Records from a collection

----------------------------------------

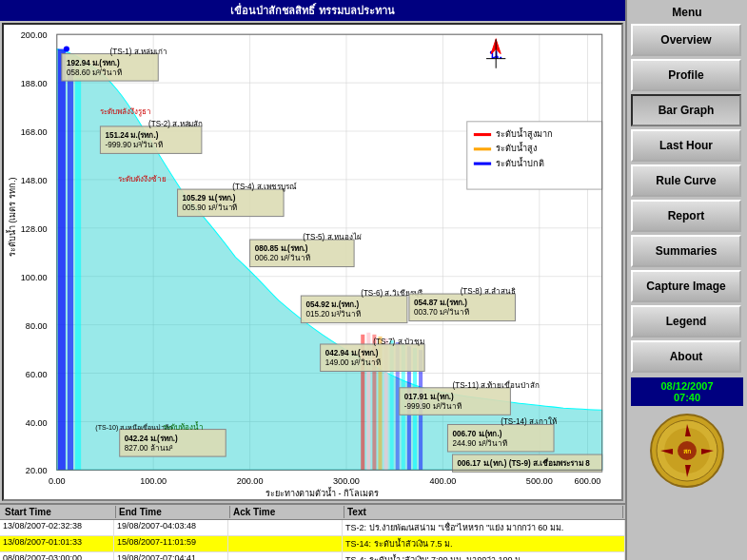 This screenshot has height=560, width=747. What do you see at coordinates (139, 51) in the screenshot?
I see `svg-text: (TS-1) ส.หล่มเก่า` at bounding box center [139, 51].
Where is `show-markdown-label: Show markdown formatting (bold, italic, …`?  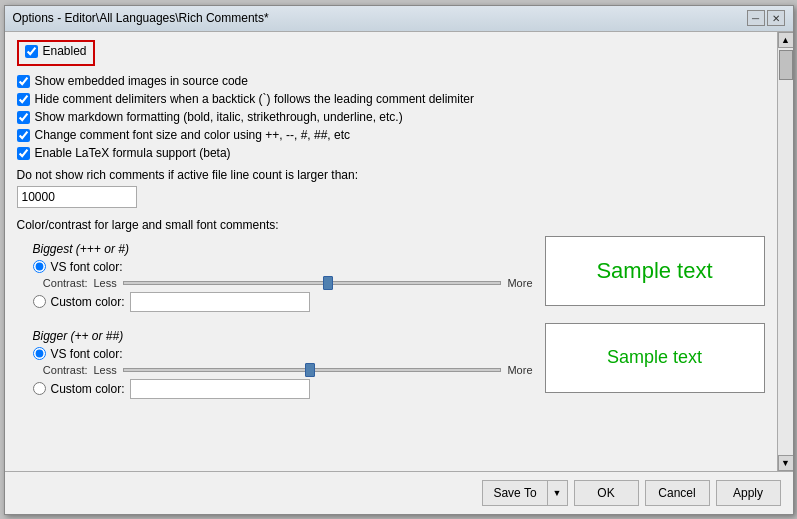
show-markdown-label: Show markdown formatting (bold, italic, … is located at coordinates (219, 117).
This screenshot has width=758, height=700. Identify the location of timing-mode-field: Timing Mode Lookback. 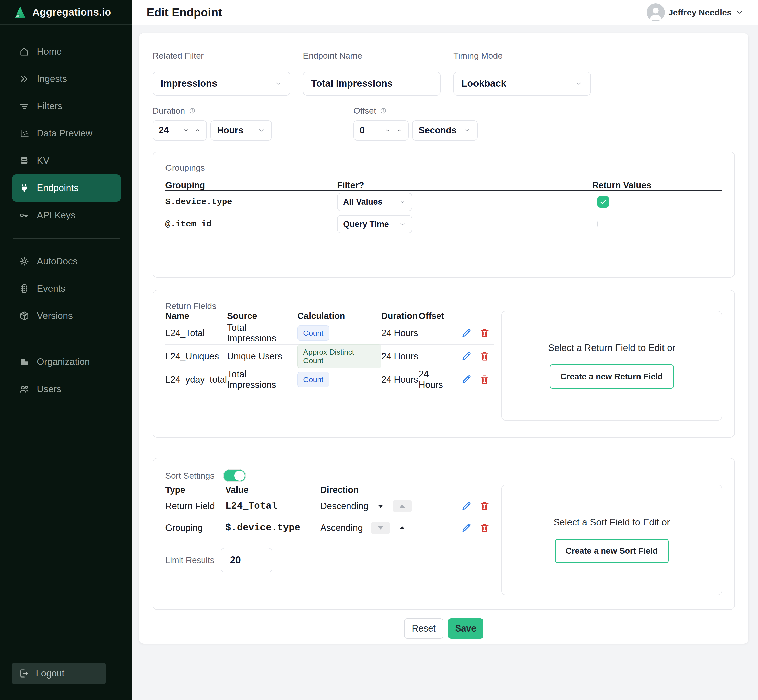
(522, 73).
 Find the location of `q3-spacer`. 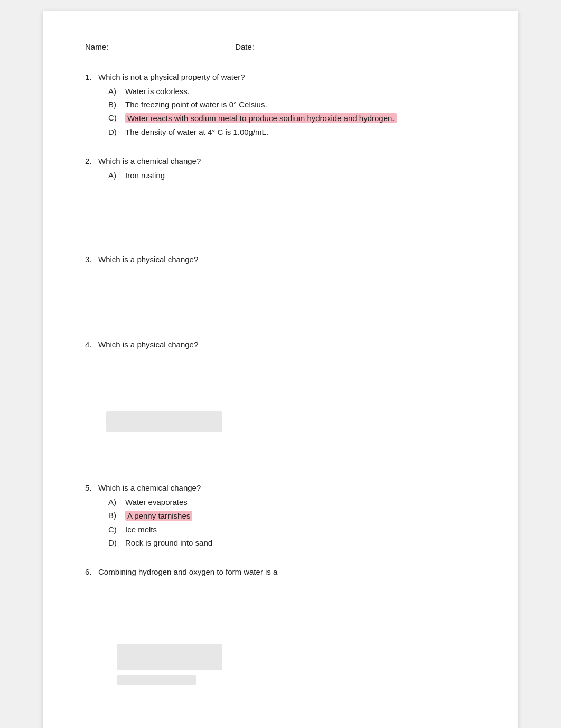

q3-spacer is located at coordinates (280, 294).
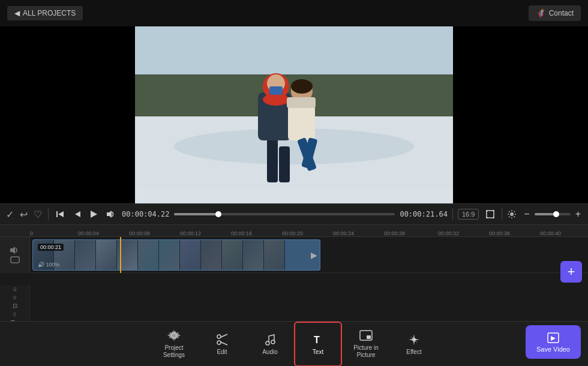 This screenshot has width=588, height=366. I want to click on all-projects-button: ◀ ALL PROJECTS, so click(45, 13).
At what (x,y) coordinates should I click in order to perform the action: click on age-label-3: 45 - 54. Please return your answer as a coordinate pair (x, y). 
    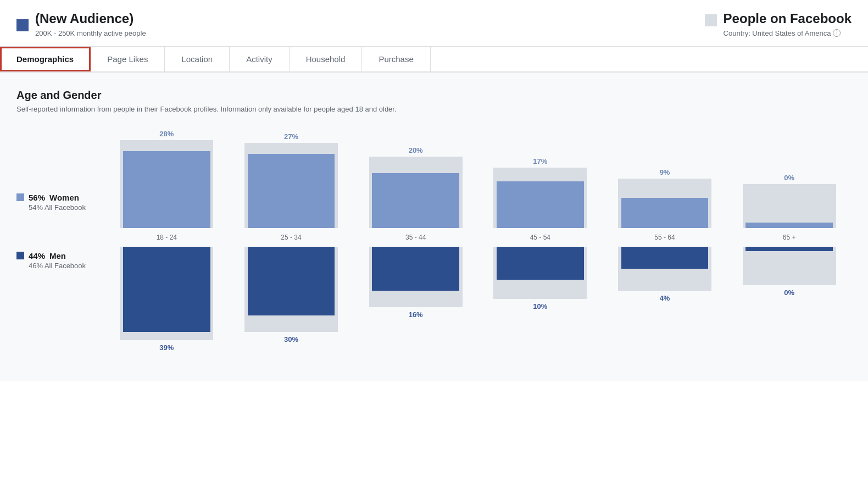
    Looking at the image, I should click on (541, 237).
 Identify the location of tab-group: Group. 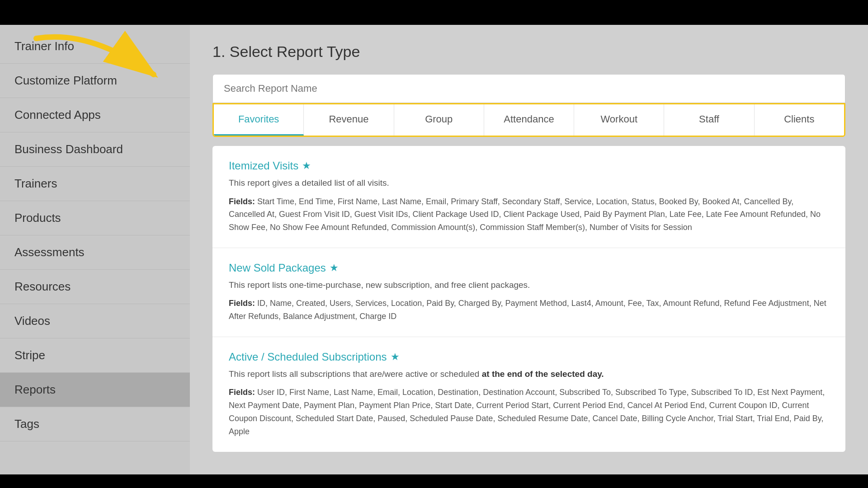
(439, 120).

----------------------------------------

Write out exactly the lines from the one that contains "Find the location" through the last line of the data above, both included. Leave every picture out.

 Find the location of `q3-spacer`. 

q3-spacer is located at coordinates (280, 294).
 This screenshot has width=588, height=366. I want to click on all-projects-button: ◀ ALL PROJECTS, so click(45, 13).
At what (x,y) coordinates should I click in order to perform the action: click on age-label-3: 45 - 54. Please return your answer as a coordinate pair (x, y). 
    Looking at the image, I should click on (541, 237).
 Identify the location of tab-group: Group. 
(439, 120).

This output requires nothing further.